Air Force Doles Out Cash to Microwave Computers Published on 12-24-2010 Email To Friend Print Version
Nice work if you can get it. BAE Systems just won $150,000 to bombard computers with high-powered electromagnetic radiations to see whether they’ll fritz out. The objective: learn how to fry the other guy’s electronics while protecting your own.
Yesterday, the Air Force announced that Europe’s biggest arms company will develop the first tests for its High Power Microwave Technological Electromagnetic Susceptibility with Laboratory Applications project. Basically, much as microwave jammers stop homemade bombs by interfering with the signals sent from their remote detonators, the Air Force wants to find out how much damage it can inflict on other systems, and how much damage its own systems can handle. Or, in its words, figure out “cost effective, innovative solutions for determining the susceptibility/vulnerability of U.S. and foreign systems to high power electromagnetic (EM) environments.”
Hosted by the Air Force Research Labs’ Directed Energy Directorate at Nevada’s Kirtland Air Force Base, BAE will spend nine months subjecting a “digital system, such as a Personal Computer” with high-powered electromagnetic waves to watch it short out. The idea is to build a predictive model of “when such an upset might occur.” Apparently, no “comprehensive predictive system-level models exist” for understanding digital upset.
The offensive and defensive applications are obvious. Figure out the breaking point for such electronics and you’ll learn what specifications you’ll need for directed-energy weapons like lasers to fry your opponents’ comparable systems; as well as the levels at which your own become vulnerable. Don’t want your Littoral Combat Ship’s communications or navigation systems to be shorted out by a microwave burst? Start out by learning just what size burst will short them out.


**Problem**
Drop every picture, then print the rest of the listing exactly as given.

● ● ●

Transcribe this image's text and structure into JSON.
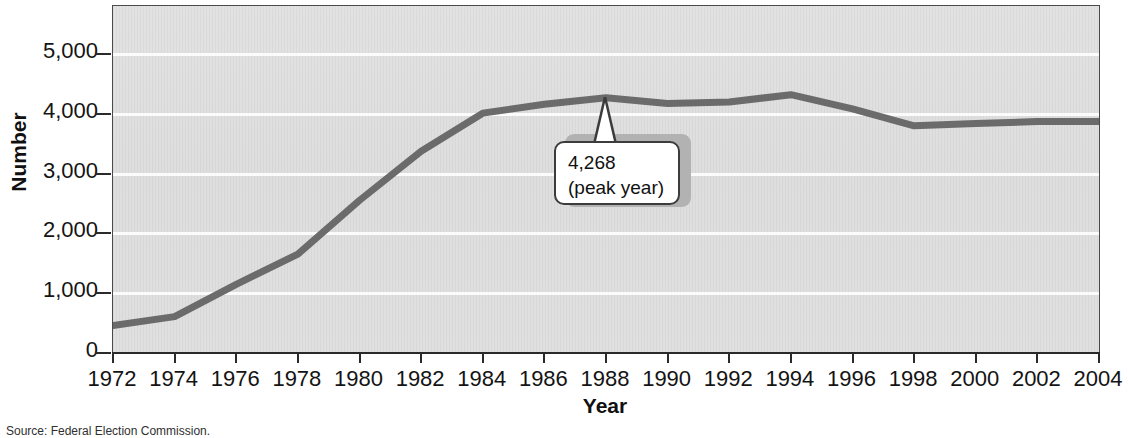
{
  "chart_data": {
    "type": "line",
    "title": "",
    "subtitle": "",
    "xlabel": "Year",
    "ylabel": "Number",
    "x": [
      1972,
      1974,
      1976,
      1978,
      1980,
      1982,
      1984,
      1986,
      1988,
      1990,
      1992,
      1994,
      1996,
      1998,
      2000,
      2002,
      2004
    ],
    "categories": [
      "1972",
      "1974",
      "1976",
      "1978",
      "1980",
      "1982",
      "1984",
      "1986",
      "1988",
      "1990",
      "1992",
      "1994",
      "1996",
      "1998",
      "2000",
      "2002",
      "2004"
    ],
    "values": [
      460,
      608,
      1146,
      1653,
      2551,
      3371,
      4009,
      4157,
      4268,
      4172,
      4195,
      4318,
      4079,
      3798,
      3835,
      3868,
      3868
    ],
    "series": [
      {
        "name": "Number of PACs",
        "values": [
          460,
          608,
          1146,
          1653,
          2551,
          3371,
          4009,
          4157,
          4268,
          4172,
          4195,
          4318,
          4079,
          3798,
          3835,
          3868,
          3868
        ],
        "color": "#6b6b6b"
      }
    ],
    "xlim": [
      1972,
      2004
    ],
    "ylim": [
      0,
      5800
    ],
    "xtick_step": 2,
    "yticks": [
      0,
      1000,
      2000,
      3000,
      4000,
      5000
    ],
    "ytick_labels": [
      "0",
      "1,000",
      "2,000",
      "3,000",
      "4,000",
      "5,000"
    ],
    "grid": "horizontal",
    "grid_color": "#fbfbfb",
    "plot_background": "#e0e0e0",
    "legend": "none",
    "annotations": [
      {
        "name": "peak-callout",
        "line1": "4,268",
        "line2": "(peak year)",
        "points_to_x": 1988,
        "points_to_y": 4268
      }
    ]
  },
  "figure": {
    "source_note": "Source: Federal Election Commission.",
    "axis_color": "#2a2a2a",
    "text_color": "#141414"
  }
}
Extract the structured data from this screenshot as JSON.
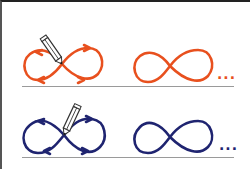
{
  "figure": {
    "rows": [
      {
        "name": "orange-row",
        "color": "#e8501e",
        "traced_icon": "infinity-with-arrows-icon",
        "tool_icon": "pencil-icon",
        "result_icon": "infinity-icon",
        "continuation": "..."
      },
      {
        "name": "navy-row",
        "color": "#1f2470",
        "traced_icon": "infinity-with-arrows-icon",
        "tool_icon": "pencil-icon",
        "result_icon": "infinity-icon",
        "continuation": "..."
      }
    ],
    "baseline_color": "#9a9a9a",
    "frame_color": "#222222"
  }
}
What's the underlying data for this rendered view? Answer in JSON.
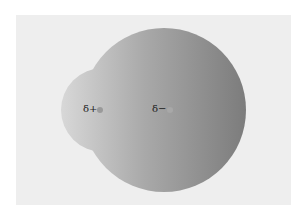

● ● ●

**Exercise result**
Transcribe this image's text and structure into JSON.
{
  "chart_data": {
    "type": "line",
    "title": "",
    "subtitle": "",
    "xlabel": "Year",
    "ylabel": "Number",
    "x": [
      1972,
      1974,
      1976,
      1978,
      1980,
      1982,
      1984,
      1986,
      1988,
      1990,
      1992,
      1994,
      1996,
      1998,
      2000,
      2002,
      2004
    ],
    "categories": [
      "1972",
      "1974",
      "1976",
      "1978",
      "1980",
      "1982",
      "1984",
      "1986",
      "1988",
      "1990",
      "1992",
      "1994",
      "1996",
      "1998",
      "2000",
      "2002",
      "2004"
    ],
    "values": [
      460,
      608,
      1146,
      1653,
      2551,
      3371,
      4009,
      4157,
      4268,
      4172,
      4195,
      4318,
      4079,
      3798,
      3835,
      3868,
      3868
    ],
    "series": [
      {
        "name": "Number of PACs",
        "values": [
          460,
          608,
          1146,
          1653,
          2551,
          3371,
          4009,
          4157,
          4268,
          4172,
          4195,
          4318,
          4079,
          3798,
          3835,
          3868,
          3868
        ],
        "color": "#6b6b6b"
      }
    ],
    "xlim": [
      1972,
      2004
    ],
    "ylim": [
      0,
      5800
    ],
    "xtick_step": 2,
    "yticks": [
      0,
      1000,
      2000,
      3000,
      4000,
      5000
    ],
    "ytick_labels": [
      "0",
      "1,000",
      "2,000",
      "3,000",
      "4,000",
      "5,000"
    ],
    "grid": "horizontal",
    "grid_color": "#fbfbfb",
    "plot_background": "#e0e0e0",
    "legend": "none",
    "annotations": [
      {
        "name": "peak-callout",
        "line1": "4,268",
        "line2": "(peak year)",
        "points_to_x": 1988,
        "points_to_y": 4268
      }
    ]
  },
  "figure": {
    "source_note": "Source: Federal Election Commission.",
    "axis_color": "#2a2a2a",
    "text_color": "#141414"
  }
}
Extract the structured data from this screenshot as JSON.
{
  "figure": {
    "rows": [
      {
        "name": "orange-row",
        "color": "#e8501e",
        "traced_icon": "infinity-with-arrows-icon",
        "tool_icon": "pencil-icon",
        "result_icon": "infinity-icon",
        "continuation": "..."
      },
      {
        "name": "navy-row",
        "color": "#1f2470",
        "traced_icon": "infinity-with-arrows-icon",
        "tool_icon": "pencil-icon",
        "result_icon": "infinity-icon",
        "continuation": "..."
      }
    ],
    "baseline_color": "#9a9a9a",
    "frame_color": "#222222"
  }
}
What's the underlying data for this rendered view? Answer in JSON.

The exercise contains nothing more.